AI in the yards: why smarter livestock counting matters for regional business
Artificial intelligence is starting to show its value in practical, everyday parts of regional business.
One example comes from Western Australia, where meat processor V&V Walsh has adopted AI technology to count sheep, lambs and cattle at its Bunbury facility. The company processes more than one million head of livestock each year, so even small improvements in counting accuracy can have a big impact.
At first glance, livestock counting might sound like a simple operational task. In reality, it affects payments, records, confidence and efficiency across the supply chain.
According to the report, the system allows the processor to cross-check AI camera counts against manual counts and scale data. That gives the business multiple data points to verify what has actually been delivered.
That matters because livestock is valuable. Where producers are being paid per head, accurate counts are critical. A discrepancy on paper is not a minor issue when sheep and cattle represent real money and real livelihoods.
What stands out here is that the benefit is not just speed. The stronger advantage appears to be accuracy, traceability and confidence.
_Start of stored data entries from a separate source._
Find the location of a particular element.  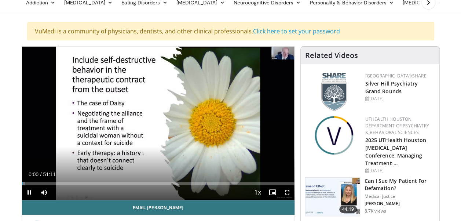

img: da6ca4d7-4c4f-42ba-8ea6-731fee8dde8f.png.150x105_q85_autocrop_double_scale_upscale_version-0.2.png is located at coordinates (334, 135).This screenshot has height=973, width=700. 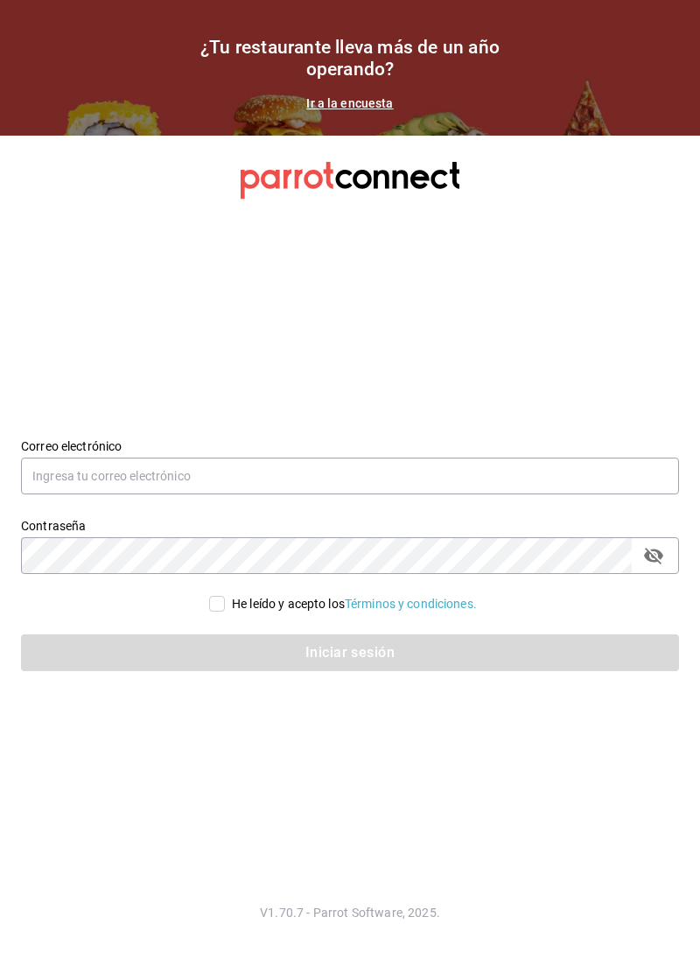 What do you see at coordinates (350, 912) in the screenshot?
I see `p: V1.70.7 - Parrot Software, 2025.` at bounding box center [350, 912].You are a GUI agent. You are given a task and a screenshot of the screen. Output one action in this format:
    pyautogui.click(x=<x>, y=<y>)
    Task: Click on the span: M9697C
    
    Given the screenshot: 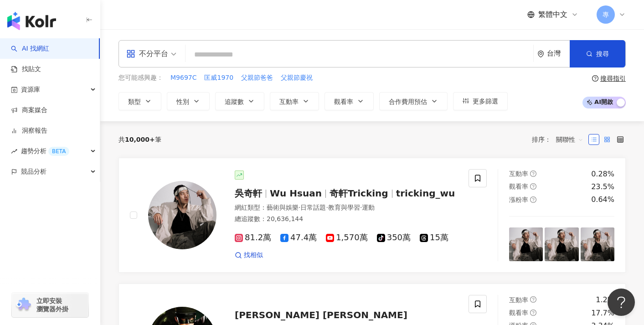 What is the action you would take?
    pyautogui.click(x=183, y=78)
    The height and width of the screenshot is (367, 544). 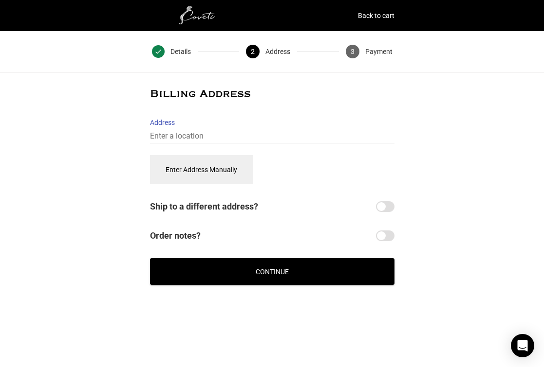 I want to click on input: Order notes?, so click(x=385, y=236).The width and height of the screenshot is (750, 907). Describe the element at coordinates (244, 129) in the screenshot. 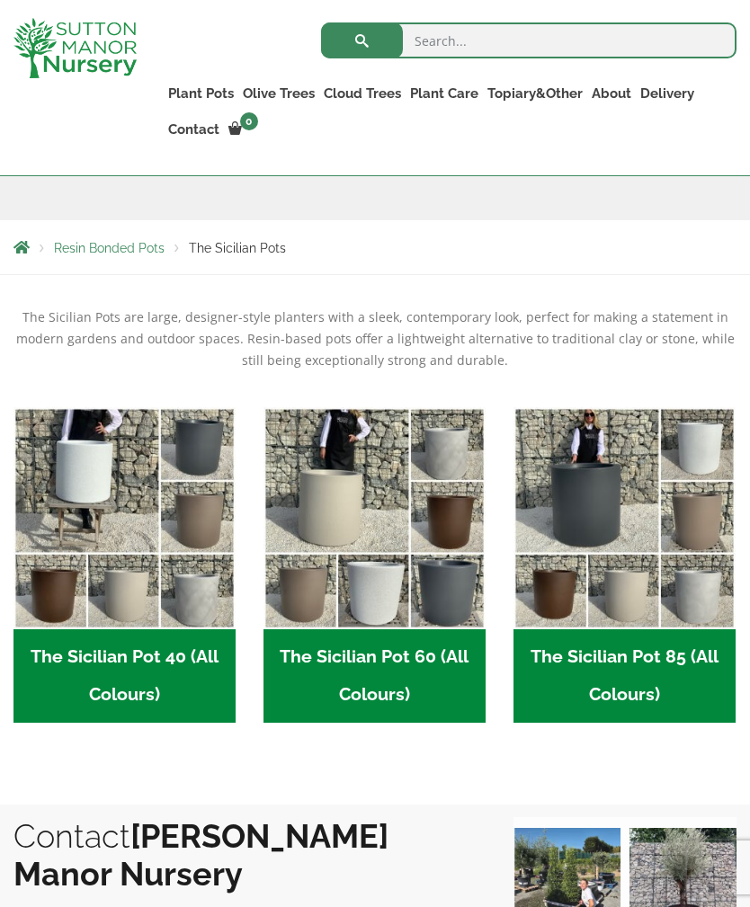

I see `a: 0` at that location. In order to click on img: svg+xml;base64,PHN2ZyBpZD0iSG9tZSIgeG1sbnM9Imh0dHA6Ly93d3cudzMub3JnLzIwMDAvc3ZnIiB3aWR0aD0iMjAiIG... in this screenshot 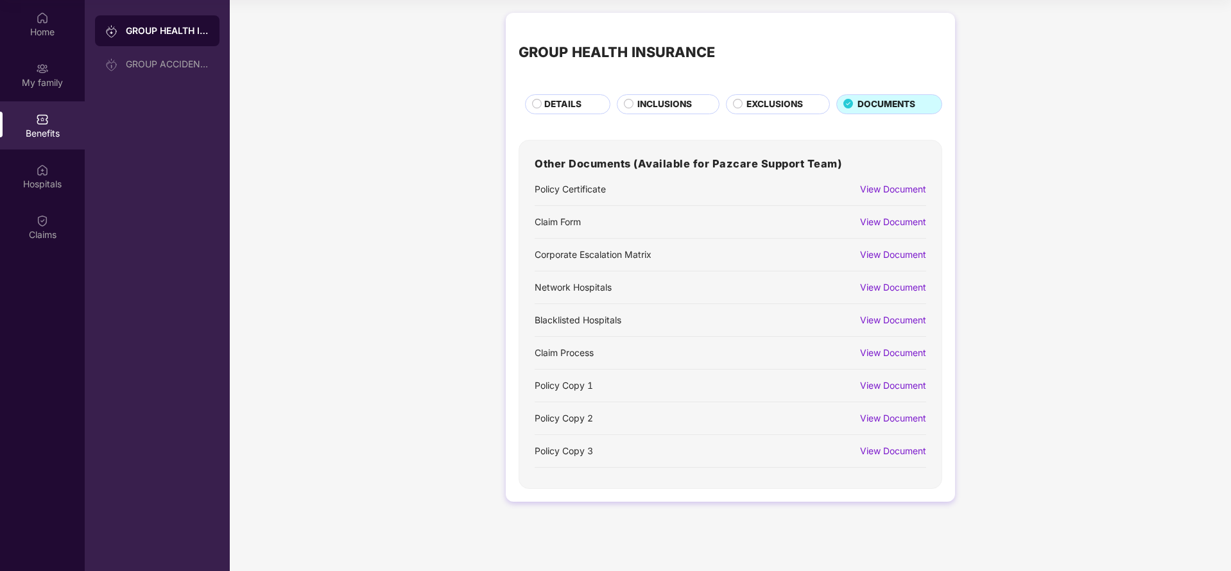, I will do `click(42, 18)`.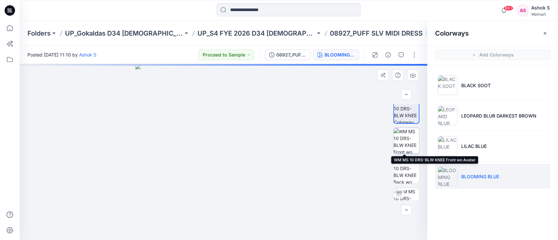  Describe the element at coordinates (448, 146) in the screenshot. I see `img: LILAC BLUE` at that location.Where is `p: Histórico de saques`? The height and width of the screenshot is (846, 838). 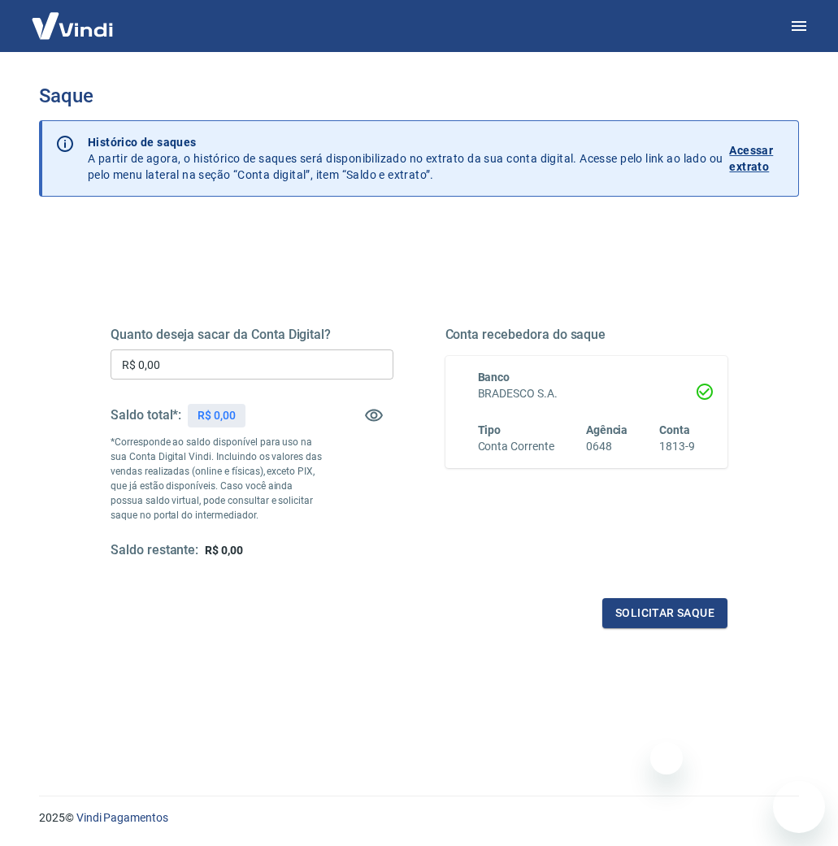 p: Histórico de saques is located at coordinates (405, 142).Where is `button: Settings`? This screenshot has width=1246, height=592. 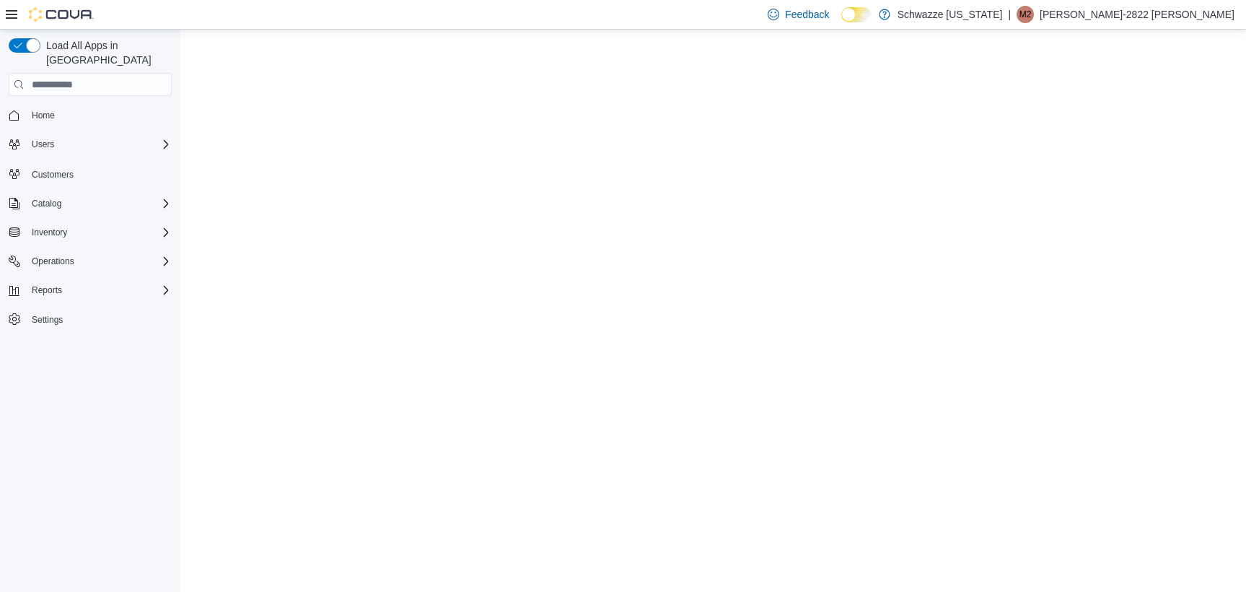
button: Settings is located at coordinates (90, 319).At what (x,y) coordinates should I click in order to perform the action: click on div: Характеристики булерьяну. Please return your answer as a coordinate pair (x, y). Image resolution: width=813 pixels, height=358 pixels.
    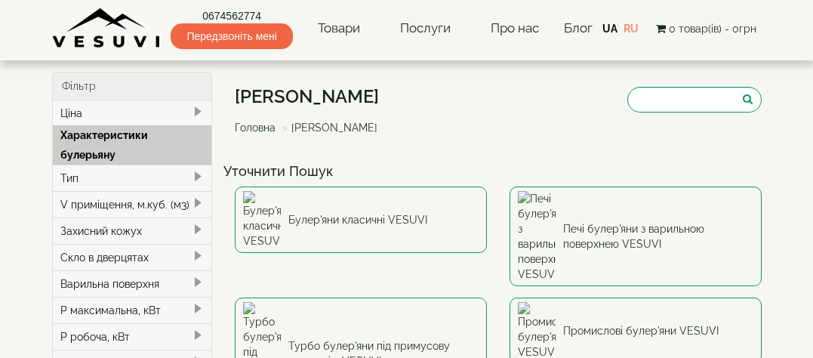
    Looking at the image, I should click on (132, 145).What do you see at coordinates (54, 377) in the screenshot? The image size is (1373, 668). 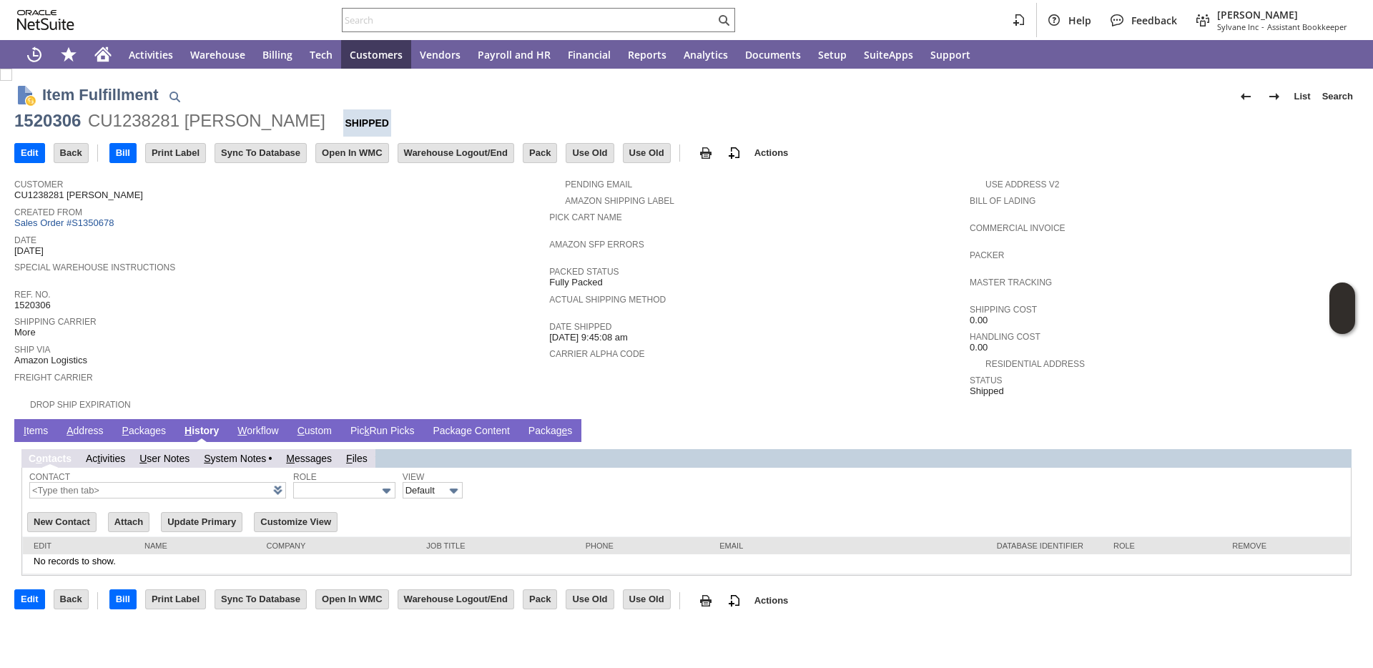 I see `a: Freight Carrier` at bounding box center [54, 377].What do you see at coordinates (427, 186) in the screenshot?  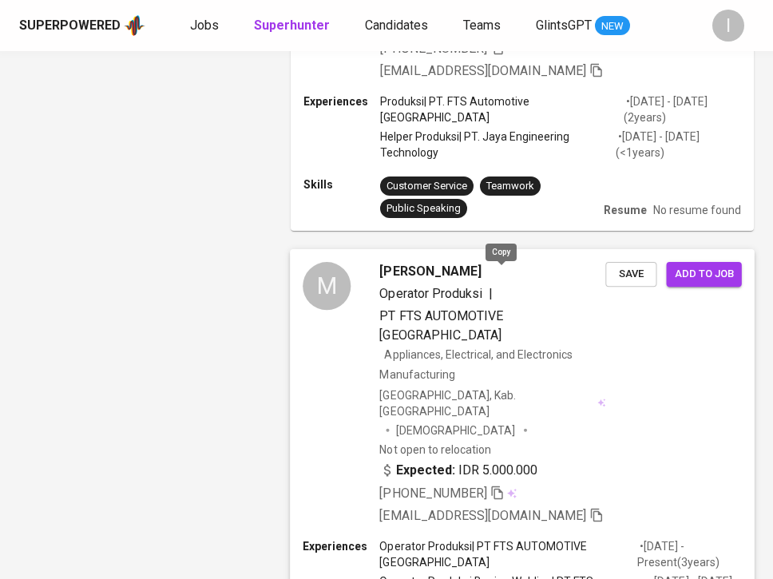 I see `div: Customer Service` at bounding box center [427, 186].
The processor has said the technology also helps reduce pressure on staff. Counting large volumes of animals manually can be difficult, repetitive work. A system that can be reviewed later through footage also gives businesses a clearer way to resolve disputes or answer questions.
Importantly, the company says the adoption of AI has not led to redundancies. Instead, it sees technology as part of improving operations and supporting future growth.
For regional industries, this is the kind of AI story worth paying attention to. It is not flashy for the sake of it. It is targeted, practical and tied to a real commercial problem.
That is often where innovation has the greatest value: not in replacing people, but in helping businesses make better decisions, reduce errors and build trust with customers and suppliers.
As tools like this become more common across agriculture and processing, regional businesses should also think about the IP side of innovation — including software, systems, branding, data-driven processes and commercial know-how.
At Regional IP, we work with regional businesses building practical innovations that solve real problems. Whether the value lies in the technology itself, the business system around it, or the brand that takes it to market, it is worth understanding what can be protected early.